Eating disorders (EDs) are maladaptive coping skills that serve to numb an emotion, feel an emotion, feel a sense of control, etc. As a therapist, it is important to validate this experience for the client. An ED can be a client’s sense of identity, their go-to when they are feeling lost or out of control. They find comfort in the numbness and destruction of their eating disorder.
It’s hard to imagine, but some clients enjoy the pain that follows. They do not have to face their problems or troubling emotions when using symptoms (restricting, binging, purging, compensatory exercise). This may not seem logical, but that’s because EDs are not logical, yet they feel logical to the individual who is struggling with them.
Eating disorder treatment
In eating disorder treatment, the treatment teams often see one of two things that generally happen. First, once the eating disorder is stable (decrease in symptom use) their emotions become more regulated (decrease in anxiety/depression). Second, once the eating disorder is stable there is an increase in specific emotions (anxiety, depression).
Parents and family members ask why an emotion would increase after an ED is stable. Treatment teams explain to families that clients have been using this coping skill (ED), to cope with the emotions they are experiencing. Once ED is regulated, they are presented with the emotions that they were avoiding or numbing, which can be extremely overwhelming if their main coping skill is no longer being used.
Clients have to learn how to manage their emotions without their eating disorder, which is hard because they feel like ED is part of their identity, the voice they listen to when feeling upset, insecure or scared.
Understanding the nature of coping skills: good and bad
So how do therapists tackle this shift? Therapists can teach emotion regulation skills, distress tolerance skills, thought-challenging techniques and mindfulness, to create a coping skill toolbox that clients can pick from when feeling overwhelmed with emotions.
It’s important to discuss that coping skills do not eliminate an emotion, rather they decrease its frequency and intensity of it. This is hard for clients to grasp at times because they are not receiving instant gratification as they receive from their eating disorder.
Overall, it’s important to view eating disorders as a coping skill. Viewing it as a maladaptive coping skill can validate each client’s experience, and can also tell you a lot about how the eating disorder developed/how it functions. Clients are seeking to protect themselves in some sort of way, even though it can lead to sabotaging their mental health, physical health and the relationships around them.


_TASK TO COMPLETE_
For every record that follows, write out the text exactly and omit the picture, if one is present.

═════ DATA SUPPLIED

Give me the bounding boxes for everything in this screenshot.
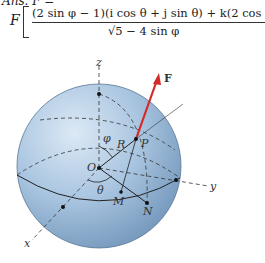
force-arrowhead [153,73,161,85]
point-m-label: M [112,195,125,208]
radius-label: R [116,138,125,151]
sphere-diagram: z y x F O P M N R φ θ [0,0,265,263]
z-label: z [95,56,102,69]
origin-label: O [87,161,96,174]
y-label: y [209,180,217,193]
point-n-label: N [142,205,153,218]
x-label: x [24,237,31,250]
point-p-label: P [140,137,149,150]
theta-label: θ [97,184,104,197]
phi-label: φ [103,132,111,145]
force-label: F [164,72,172,85]
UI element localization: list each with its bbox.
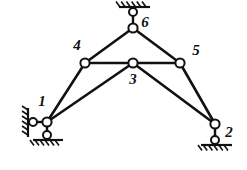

══════════

_ANSWER TO THE EXERCISE_
Give me the bounding boxes for everything in this screenshot.
force-arrowhead [153,73,161,85]
point-m-label: M [112,195,125,208]
radius-label: R [116,138,125,151]
sphere-diagram: z y x F O P M N R φ θ [0,0,265,263]
z-label: z [95,56,102,69]
origin-label: O [87,161,96,174]
y-label: y [209,180,217,193]
point-n-label: N [142,205,153,218]
x-label: x [24,237,31,250]
point-p-label: P [140,137,149,150]
theta-label: θ [97,184,104,197]
phi-label: φ [103,132,111,145]
force-label: F [164,72,172,85]
UI element localization: list each with its bbox.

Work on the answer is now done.